Did God Make a Mistake Sending the People of Israel into the Promised Land? The opening worship of the General Assembly suggested that God did.

In the opening worship of the Presbyterian General Assembly in St. Louis yesterday, the Call to Confession read, “The Hebrew people crossed the Jordan into the promised land—freed to build new lives in a land flowing with milk and honey. But at what cost to those already living there?” The Prayer of Confession expands the focus to all migrating peoples who have crossed into new lands “when our claim to land displaces others, stripping away all sense of security and denying their hope of home.”

The Call to and Prayer of Confession neatly avoided the biblical fact that the entry of the people of Israel into the Promised Land was not only a mandate from God; but God reaffirmed the mandate numerous times with Abraham and Sarah and other Jewish notables in the Bible once the people inhabited the Promised Land.
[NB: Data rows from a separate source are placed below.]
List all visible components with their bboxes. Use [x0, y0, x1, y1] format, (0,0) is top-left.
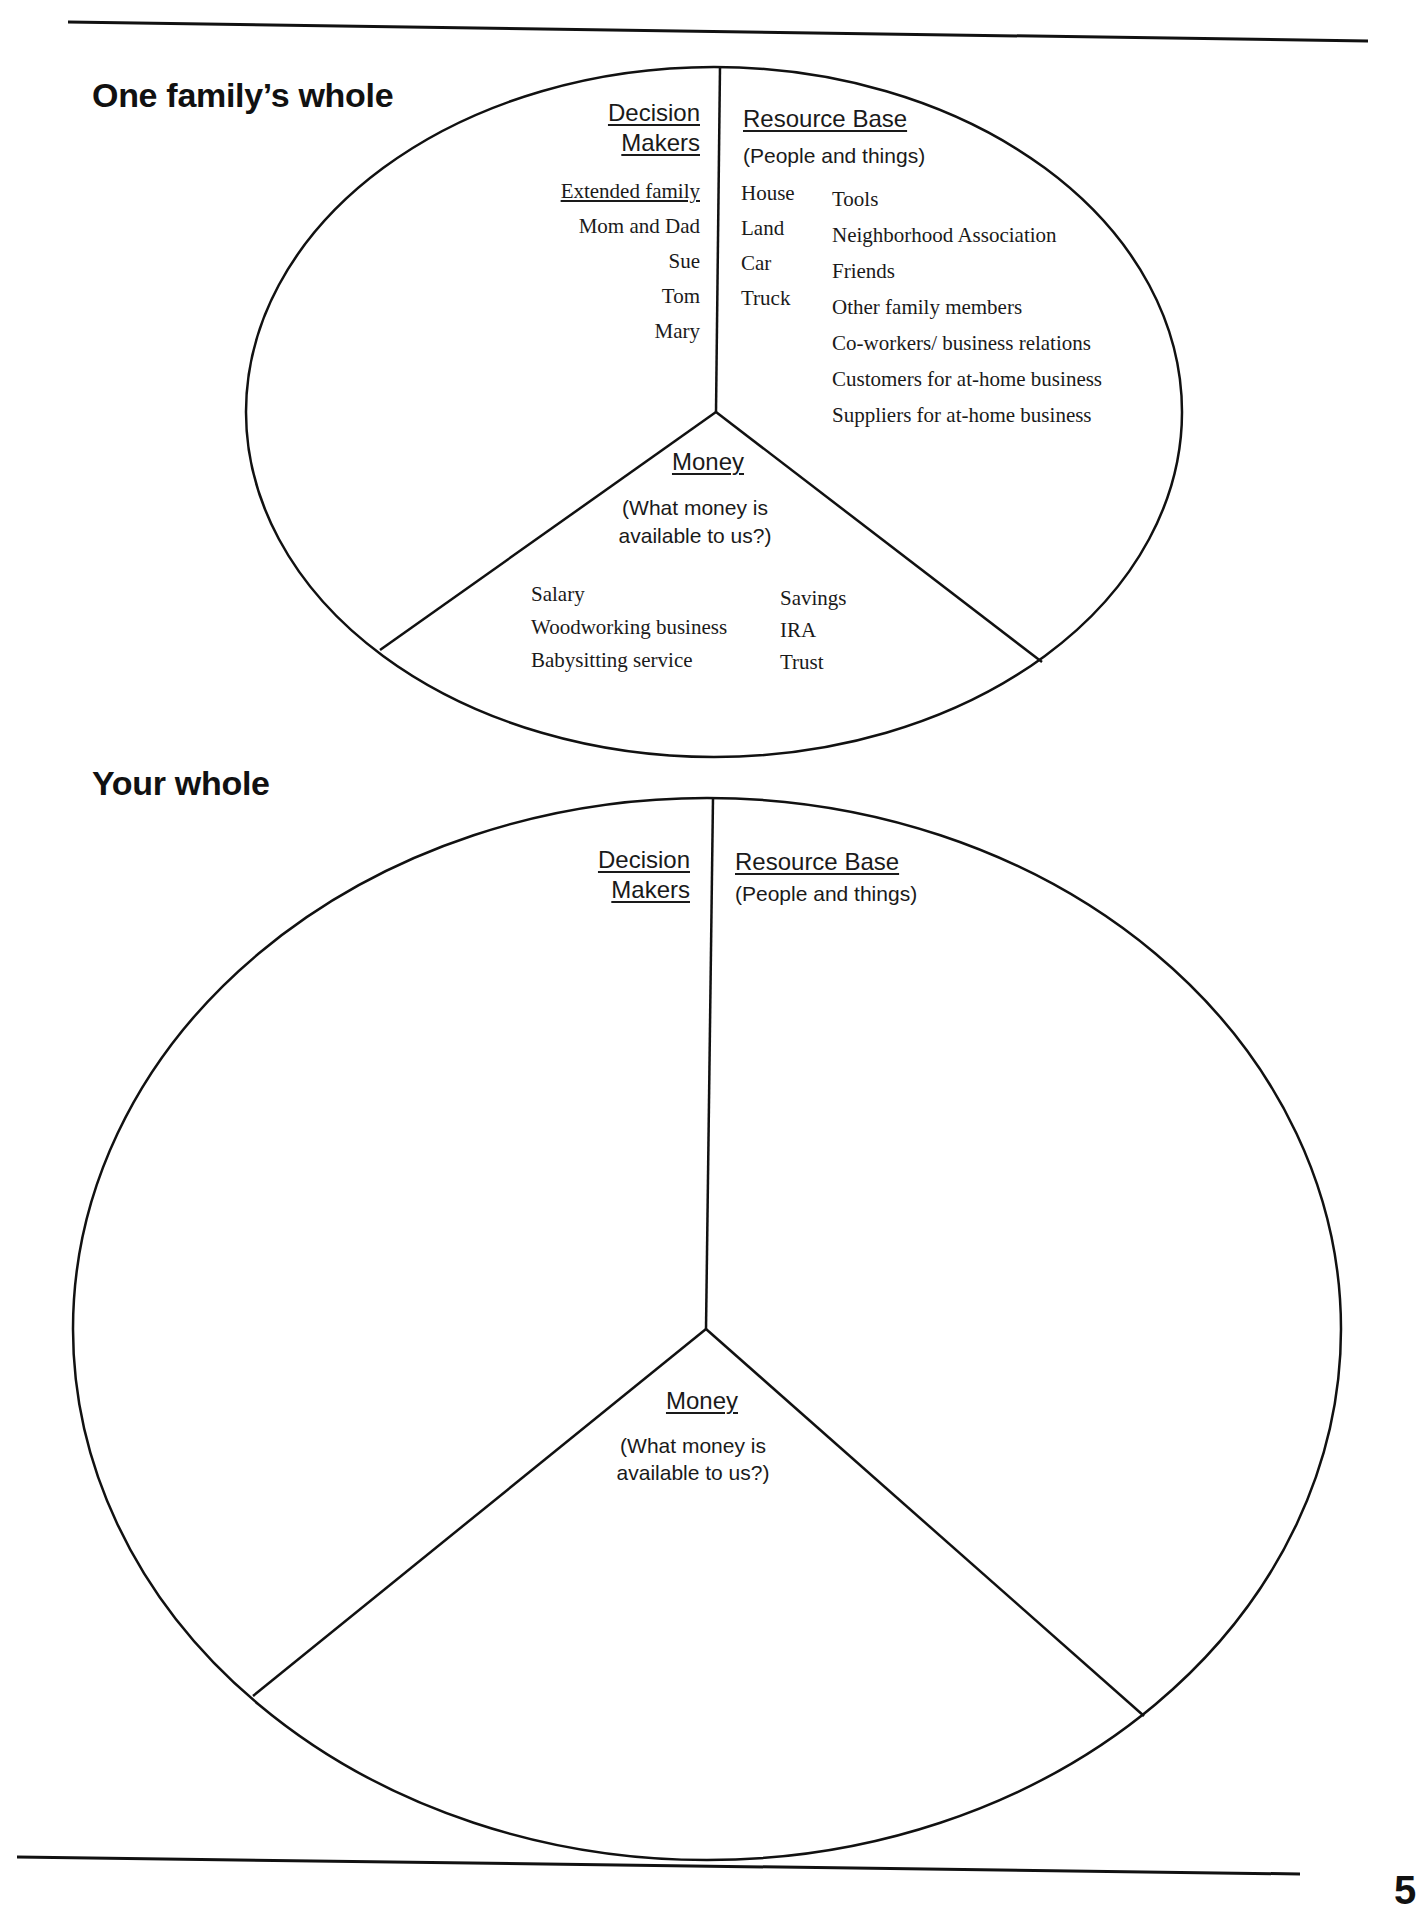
money-asset-item: Savings [780, 582, 847, 614]
example-resource-base-subheading: (People and things) [743, 144, 925, 168]
worksheet-title: Your whole [92, 764, 270, 803]
money-question-line1: (What money is [622, 494, 768, 522]
decision-makers-heading-line1: Decision [608, 98, 700, 128]
example-resource-base-heading: Resource Base [743, 105, 907, 133]
decision-makers-group-label: Extended family [561, 174, 700, 209]
decision-makers-heading-line2: Makers [621, 128, 700, 158]
example-money-income-list: Salary Woodworking business Babysitting … [531, 578, 727, 677]
decision-maker-item: Sue [669, 244, 701, 279]
money-question-line2: available to us?) [617, 1459, 770, 1486]
example-divider-vertical [716, 67, 720, 412]
resource-thing-item: House [741, 176, 795, 211]
worksheet-decision-makers-heading: Decision Makers [510, 845, 690, 905]
resource-people-item: Other family members [832, 289, 1102, 325]
worksheet-resource-base-heading: Resource Base [735, 848, 899, 876]
decision-maker-item: Tom [662, 279, 700, 314]
money-income-item: Salary [531, 578, 727, 611]
decision-makers-heading-line1: Decision [598, 845, 690, 875]
decision-makers-heading-line2: Makers [611, 875, 690, 905]
top-rule [68, 22, 1368, 41]
example-decision-makers-list: Extended family Mom and Dad Sue Tom Mary [460, 174, 700, 349]
resource-thing-item: Truck [741, 281, 795, 316]
page-number: 5 [1394, 1868, 1416, 1908]
worksheet-resource-base-subheading: (People and things) [735, 882, 917, 906]
example-money-question: (What money is available to us?) [580, 494, 810, 550]
example-decision-makers-heading: Decision Makers [520, 98, 700, 158]
resource-thing-item: Car [741, 246, 795, 281]
money-asset-item: Trust [780, 646, 847, 678]
resource-people-item: Friends [832, 253, 1102, 289]
money-income-item: Babysitting service [531, 644, 727, 677]
worksheet-money-heading: Money [602, 1387, 802, 1415]
money-asset-item: IRA [780, 614, 847, 646]
worksheet-decision-makers-area[interactable] [120, 940, 680, 1300]
decision-maker-item: Mom and Dad [579, 209, 700, 244]
example-money-heading: Money [608, 448, 808, 476]
example-title: One family’s whole [92, 76, 393, 115]
resource-people-item: Tools [832, 181, 1102, 217]
money-question-line2: available to us?) [619, 522, 772, 550]
resource-people-item: Neighborhood Association [832, 217, 1102, 253]
resource-people-item: Suppliers for at-home business [832, 397, 1102, 433]
example-resource-people-list: Tools Neighborhood Association Friends O… [832, 181, 1102, 433]
worksheet-divider-vertical [706, 798, 713, 1329]
worksheet-money-question: (What money is available to us?) [578, 1432, 808, 1486]
example-money-assets-list: Savings IRA Trust [780, 582, 847, 678]
worksheet-money-area[interactable] [330, 1500, 1090, 1820]
resource-thing-item: Land [741, 211, 795, 246]
money-question-line1: (What money is [620, 1432, 766, 1459]
money-income-item: Woodworking business [531, 611, 727, 644]
resource-people-item: Co-workers/ business relations [832, 325, 1102, 361]
example-resource-things-list: House Land Car Truck [741, 176, 795, 316]
decision-maker-item: Mary [655, 314, 701, 349]
resource-people-item: Customers for at-home business [832, 361, 1102, 397]
worksheet-resource-base-area[interactable] [730, 930, 1310, 1310]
There were many complaints by commissioners about the liturgy.

One might ask, “From whence comes such a philosophy (turned into a theology)?” The answer is pretty easy. It comes from the obsession of some within the Presbyterian community to condemn and demonize Israel and the Jewish people. The GA will be asked to support the notion that Israel is a “colonial project,” not a people returning to land they inhabited, literally, for thousands of years. The Call to and Prayer of Confession were a unabashed setup for such a grotesque interpretation of Israel’s history.